Instruction in a Information Snacking Culture
Posted by RK Prasad on Tuesday, February 23, 2010 @ 05:14 AM
My response is a bit off tangent. Please bear with me and read on…
A snack in Western culture (and in most other cultures) is a type of food not meant to be eaten as a main meal of the day, but to assuage a person’s hunger between meals, providing a brief supply of energy to the body. The term may also refer to a food item consumed between meals purely for the enjoyment of its taste. (http://en.wikipedia.org/wiki/Snack_food)
Quoting from Dr. Patrick Nemechek’s blog, “For every 100 calories difference in your diet, your weight will go up or down approximately 10 pounds in the course of 1 year. If you think about it, that’s the rate at which many of us put on the weight in the course of a year. Eating 100-200 calories per day is equal in calories to about 1 snack per day!” it is clear that snacks have a very detrimental effect on one’s health by insidiously increasing body weight, resulting in many health maladies like hypertension, diabetics, cardiac disease.
If we start substituting snacks for proper meals, we don’t need the good doctor’s diagnosis of what will happen to our health and well-being. We can predict it ourselves. At best, a snack may be consumed for the enjoyment of its taste, that too infrequently and in the smallest of portions, definitely not the Dagwood-typeJ. We need well-balanced meals, a major portion comprising unappetizing things like raw vegetables to maintain good health. We should not lose sight of the fact that we eat to live and not to enjoy the taste of what we eat.
Continuing in the same line of thinking, if we think that we can substitute serious, focused study that involves hours of hard work to gain deep insights into a subject with “knowledge” gained from twittering or similar kinds of exchanges in social networking, we are fooling ourselves. It applies to e-learning too, a domain in which our company operates. In my last month’s blog, Learning Predictions – 2010, I mentioned the increasing demand for quick-fix learning solutions. Organizations are asking for more learning “pills” rather than instructionally sound comprehensive e-learning courses that have been subjected to adhere to robust learning design principles and processes. Well, Alvin Toffler predicted this craving for impermanence and shortcuts decades ago. It is now every much here, whether we like it or not.
So, what do we do, as learning professionals? Our professional values and ethics will guide us. We will have to advise our customers what is best for them in the long run, what is important but not urgent.
In the language of arithmetical ratios, a snack is to nutrition is as twittering is to learning.
Thank you for reading my blog and for sharing your comments.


Required work: Copy each line below word for word and drop every image.

(Data entries)
|---|
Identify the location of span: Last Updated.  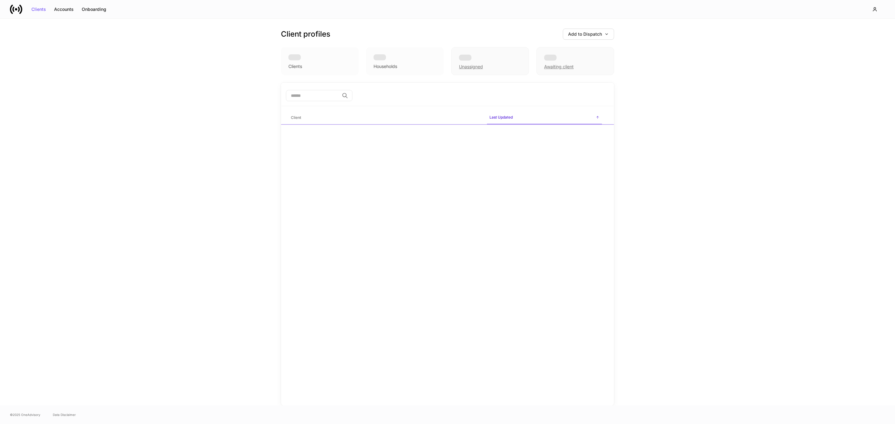
(544, 118).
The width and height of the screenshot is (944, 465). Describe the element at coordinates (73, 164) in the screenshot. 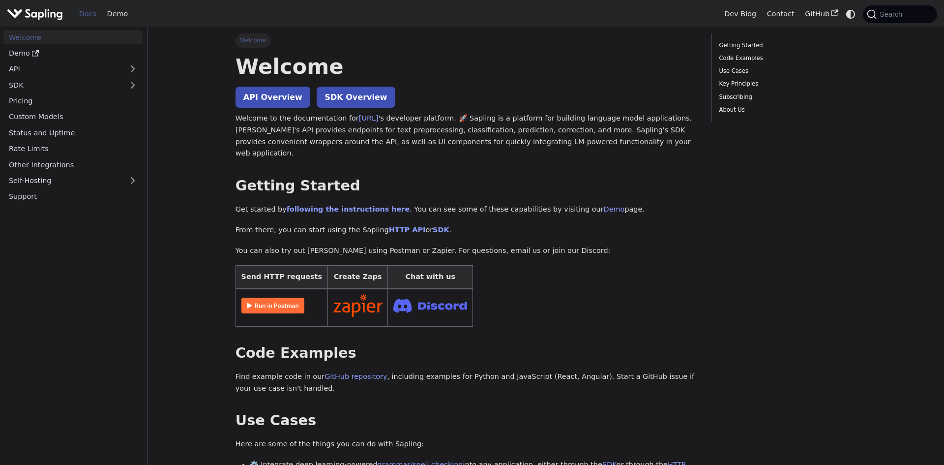

I see `a: Other Integrations` at that location.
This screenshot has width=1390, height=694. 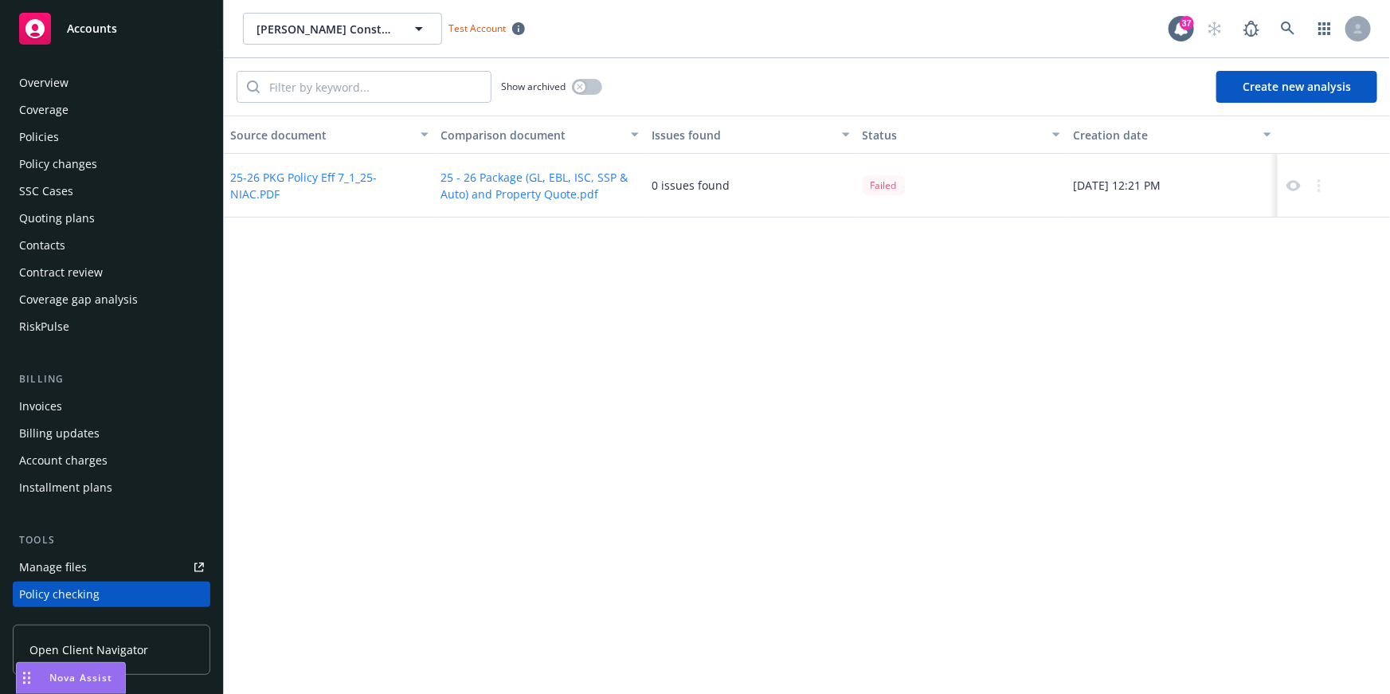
|---|
Reply to the task:
Identify the location of span: Last Updated.  
(544, 118).
The width and height of the screenshot is (944, 465). Describe the element at coordinates (73, 164) in the screenshot. 

I see `a: Other Integrations` at that location.
This screenshot has width=1390, height=694. 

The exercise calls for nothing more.